It's election season in Thailand and a campaign truck is rolling at the crack of dawn through the streets of the northeastern town of Phimai, blaring the slogan "Vote Thaksin, Get Thaksin."
Subscribe now for unlimited access.
$0/
(min cost $0)
or signup to continue reading
It's a bit disconcerting, since the Thaksin everyone in Thailand knows is former Prime Minister Thaksin Shinawatra, ousted by a 2006 military coup and living in self-imposed exile since 2008 to avoid serving a prison term for a conviction on a conflict of interest charge.
This small-town Thaksin, distributing campaign handbills as he walks ahead of the truck, is a 46-year-old schoolteacher.
He happily explains that sharing his name with the 69-year-old former prime minister is no coincidence, and that he changed his former name - Veerawit Chuajunud - to Thaksin Chuajunud as a vote-getting tactic.
Phimai, in Nakhon Ratchasima province, is in Thailand's poor rural region known as Isan, the heartland of the neglected farmers and villagers who represent the original and still largely loyal base of the former prime minister, a billionaire now living in Dubai.
"I want to grab the attention of the people, making sure that my name is easy to remember. I only have one to two months to campaign, so I decided to change my name to be symbolic," said the candidate in Sunday's general election.

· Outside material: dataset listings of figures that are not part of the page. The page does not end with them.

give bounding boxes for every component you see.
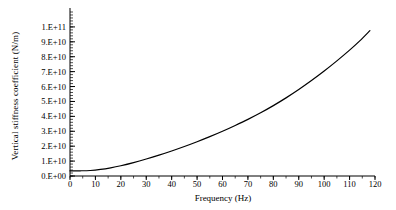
x-axis-title: Frequency (Hz) (70, 193, 376, 203)
y-axis-tick-marks (70, 12, 75, 176)
data-series-line (70, 31, 370, 171)
chart-container: Vertical stiffness coefficient (N/m) 0.E… (0, 0, 396, 210)
plot-area (0, 0, 396, 210)
x-axis-tick-marks (70, 176, 375, 180)
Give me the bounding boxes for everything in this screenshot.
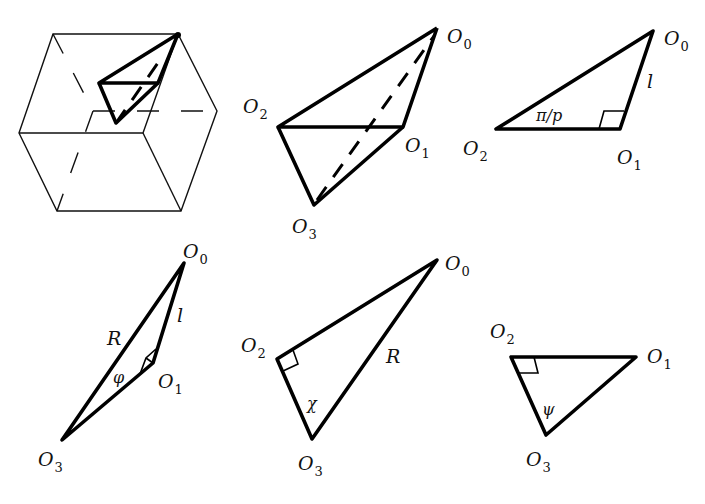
triangle-013-panel: R l φ O0 O1 O3 xyxy=(38,240,208,475)
vertex-label-O3: O3 xyxy=(298,452,323,479)
cube-hidden-edge-3 xyxy=(57,111,93,211)
vertex-label-O0: O0 xyxy=(445,252,470,279)
vertex-label-O1: O1 xyxy=(158,370,183,397)
edge-label-R: R xyxy=(385,345,400,367)
triangle-012 xyxy=(496,31,653,129)
triangle-023-panel: R χ O0 O2 O3 xyxy=(241,252,470,479)
orthoscheme-figure: O0 O2 O1 O3 π/p l O0 O2 O1 R l φ O0 O1 O… xyxy=(0,0,705,504)
cube-orthoscheme-solid xyxy=(99,34,178,83)
edge-label-R: R xyxy=(106,327,121,349)
orthoscheme-edges xyxy=(278,28,437,127)
cube-panel xyxy=(19,32,217,211)
cube-vertex-dot xyxy=(175,32,181,38)
angle-label-chi: χ xyxy=(306,394,318,413)
vertex-label-O1: O1 xyxy=(647,345,672,372)
triangle-023 xyxy=(277,260,437,439)
angle-label-pi-over-p: π/p xyxy=(535,106,562,125)
angle-label-psi: ψ xyxy=(542,400,555,419)
vertex-label-O3: O3 xyxy=(526,448,551,475)
vertex-label-O0: O0 xyxy=(447,25,472,52)
angle-label-phi: φ xyxy=(113,368,125,387)
vertex-label-O0: O0 xyxy=(183,240,208,267)
vertex-label-O3: O3 xyxy=(292,215,317,242)
vertex-label-O2: O2 xyxy=(463,137,488,164)
vertex-label-O1: O1 xyxy=(405,134,430,161)
triangle-013 xyxy=(62,263,184,440)
cube-front-edge-down xyxy=(143,133,181,211)
edge-label-l: l xyxy=(177,304,183,326)
edge-label-l: l xyxy=(647,70,653,92)
orthoscheme-panel: O0 O2 O1 O3 xyxy=(243,25,472,242)
triangle-123 xyxy=(511,357,636,435)
vertex-label-O2: O2 xyxy=(243,95,268,122)
vertex-label-O0: O0 xyxy=(664,27,689,54)
cube-hidden-edge-1 xyxy=(53,34,93,111)
vertex-label-O1: O1 xyxy=(617,146,642,173)
vertex-label-O2: O2 xyxy=(241,334,266,361)
vertex-label-O2: O2 xyxy=(490,320,515,347)
triangle-123-panel: ψ O2 O1 O3 xyxy=(490,320,672,475)
vertex-label-O3: O3 xyxy=(38,448,63,475)
orthoscheme-hidden-edge xyxy=(317,36,434,200)
right-angle-marker-O2 xyxy=(519,357,538,373)
triangle-012-panel: π/p l O0 O2 O1 xyxy=(463,27,689,173)
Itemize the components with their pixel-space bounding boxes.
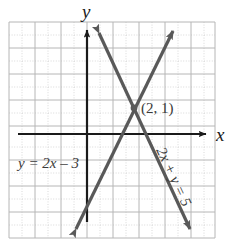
y-axis-label: y bbox=[80, 1, 91, 22]
graph-canvas: y x (2, 1) y = 2x – 3 2x + y = 5 bbox=[0, 0, 229, 243]
coordinate-graph-figure: y x (2, 1) y = 2x – 3 2x + y = 5 bbox=[0, 0, 229, 243]
intersection-point-label: (2, 1) bbox=[141, 100, 174, 117]
intersection-point-marker bbox=[131, 105, 138, 112]
line1-equation-label: y = 2x – 3 bbox=[16, 155, 79, 171]
x-axis-label: x bbox=[215, 124, 225, 145]
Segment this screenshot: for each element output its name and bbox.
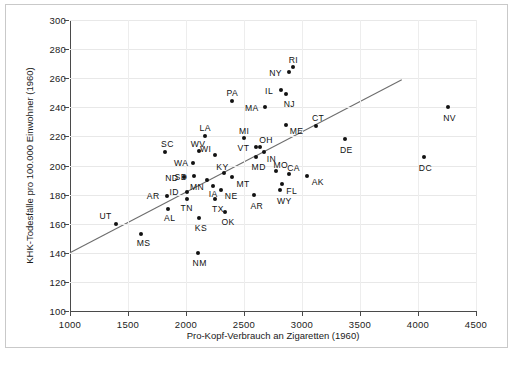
data-point-label: NM: [193, 259, 207, 268]
x-axis-tick-labels: 10001500200025003000350040004500: [70, 312, 476, 328]
data-point: [213, 197, 217, 201]
grid-line-horizontal: [70, 107, 476, 108]
data-point-label: SD: [175, 173, 188, 182]
data-point-label: FL: [286, 187, 297, 196]
data-point-label: MO: [273, 161, 288, 170]
data-point-label: ID: [170, 188, 179, 197]
data-point: [284, 123, 288, 127]
y-axis-tick: [64, 282, 69, 283]
data-point: [242, 136, 246, 140]
data-point-label: RI: [289, 56, 298, 65]
y-axis-tick-labels: 100120140160180200220240260280300: [40, 20, 66, 311]
x-axis-tick: [70, 311, 71, 316]
x-axis-tick-label: 3500: [349, 319, 371, 330]
plot-area: UTMSSCARALNDIDTNWASDNMWVKSLAMNIAWITXNEKY…: [70, 20, 476, 311]
grid-line-vertical: [128, 20, 129, 311]
data-point: [165, 194, 169, 198]
data-point-label: AR: [250, 202, 263, 211]
data-point-label: WA: [174, 159, 188, 168]
data-point-label: IL: [265, 87, 273, 96]
data-point-label: DC: [419, 164, 432, 173]
x-axis-tick: [302, 311, 303, 316]
scatter-plot-figure: 100120140160180200220240260280300 100015…: [0, 0, 513, 377]
x-axis-tick: [186, 311, 187, 316]
x-axis-tick: [360, 311, 361, 316]
data-point-label: VT: [238, 144, 250, 153]
x-axis-tick-label: 2500: [233, 319, 255, 330]
data-point-label: MN: [190, 183, 204, 192]
data-point: [192, 174, 196, 178]
data-point-label: MI: [239, 127, 249, 136]
grid-line-horizontal: [70, 78, 476, 79]
grid-line-vertical: [476, 20, 477, 311]
data-point-label: OK: [221, 218, 234, 227]
y-axis-tick: [64, 195, 69, 196]
x-axis-tick: [244, 311, 245, 316]
grid-line-horizontal: [70, 253, 476, 254]
y-axis-tick: [64, 20, 69, 21]
grid-line-horizontal: [70, 20, 476, 21]
data-point-label: WI: [200, 145, 211, 154]
grid-line-horizontal: [70, 136, 476, 137]
data-point: [254, 145, 258, 149]
grid-line-horizontal: [70, 224, 476, 225]
y-axis-tick: [64, 78, 69, 79]
y-axis-title: KHK-Todesfälle pro 100.000 Einwohner (19…: [24, 20, 35, 311]
data-point-label: CT: [312, 114, 324, 123]
data-point-label: MT: [236, 180, 249, 189]
x-axis-tick-label: 4000: [407, 319, 429, 330]
data-point-label: CA: [287, 164, 300, 173]
data-point: [284, 92, 288, 96]
data-point: [254, 155, 258, 159]
x-axis-tick: [128, 311, 129, 316]
data-point: [185, 190, 189, 194]
data-point: [205, 178, 209, 182]
data-point-label: LA: [200, 124, 211, 133]
data-point-label: KS: [195, 224, 207, 233]
y-axis-tick: [64, 136, 69, 137]
data-point: [139, 232, 143, 236]
y-axis-tick: [64, 224, 69, 225]
x-axis-tick-label: 1500: [117, 319, 139, 330]
data-point-label: WY: [277, 197, 292, 206]
data-point-label: AL: [164, 214, 175, 223]
y-axis-tick: [64, 311, 69, 312]
data-point-label: UT: [99, 212, 111, 221]
grid-line-horizontal: [70, 49, 476, 50]
data-point: [197, 216, 201, 220]
x-axis-tick-label: 4500: [465, 319, 487, 330]
data-point: [196, 251, 200, 255]
data-point-label: MD: [252, 163, 266, 172]
data-point-label: DE: [340, 146, 353, 155]
data-point-label: PA: [226, 89, 238, 98]
data-point-label: MA: [245, 104, 259, 113]
grid-line-vertical: [244, 20, 245, 311]
data-point-label: MS: [137, 239, 151, 248]
grid-line-vertical: [302, 20, 303, 311]
data-point: [211, 184, 215, 188]
grid-line-vertical: [360, 20, 361, 311]
y-axis-tick: [64, 107, 69, 108]
data-point: [185, 197, 189, 201]
data-point-label: NE: [225, 192, 238, 201]
data-point: [291, 65, 295, 69]
x-axis-tick: [418, 311, 419, 316]
y-axis-tick: [64, 166, 69, 167]
data-point: [191, 161, 195, 165]
data-point-label: KY: [216, 163, 228, 172]
data-point-label: SC: [161, 140, 174, 149]
grid-line-horizontal: [70, 282, 476, 283]
data-point: [279, 88, 283, 92]
data-point-label: NY: [269, 69, 282, 78]
y-axis-tick: [64, 49, 69, 50]
data-point-label: NJ: [284, 100, 295, 109]
data-point-label: OH: [259, 136, 273, 145]
x-axis-tick: [476, 311, 477, 316]
data-point: [305, 174, 309, 178]
data-point-label: AK: [312, 178, 324, 187]
x-axis-title: Pro-Kopf-Verbrauch an Zigaretten (1960): [70, 330, 476, 341]
data-point-label: NV: [443, 114, 456, 123]
data-point-label: TN: [181, 204, 193, 213]
data-point-label: ME: [290, 127, 304, 136]
x-axis-tick-label: 3000: [291, 319, 313, 330]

The name-changing tactic may be tricky, but it's not insincere. Phimai's Thaksin is running as a candidate for Pheu Chart, one of several small parties established by allies and supporters of the former prime minister.
There is an established flagship pro-Thaksin party, Pheu Thai, but election laws established by the anti-Thaksin military government targeting the former leader's political machine are aimed at keeping any large party from obtaining a legislative majority. So the pro-Thaksin strategy is to splinter the machine into separate parties that could unite forces after the election.
Name-changing is a tactic to help overcome confusion over political brands, especially for the new, lesser-known satellite parties. It also helps to stand out in a large field of candidates. More than 11,000 are registered for Sunday's vote, compared to just over 2,800 in the last election.
Thaksin Chuajunud is one of 15 candidates from his party who made opportunistic name changes. Most took on the name "Thaksin," but four adopted the name of Thaksin's sister, Yingluck, who became prime minister in 2011 and was forced from office by a controversial court decision just before the military ousted her government in another coup. She also has faced court cases that supporters charge amount to political persecution, and likewise fled into exile.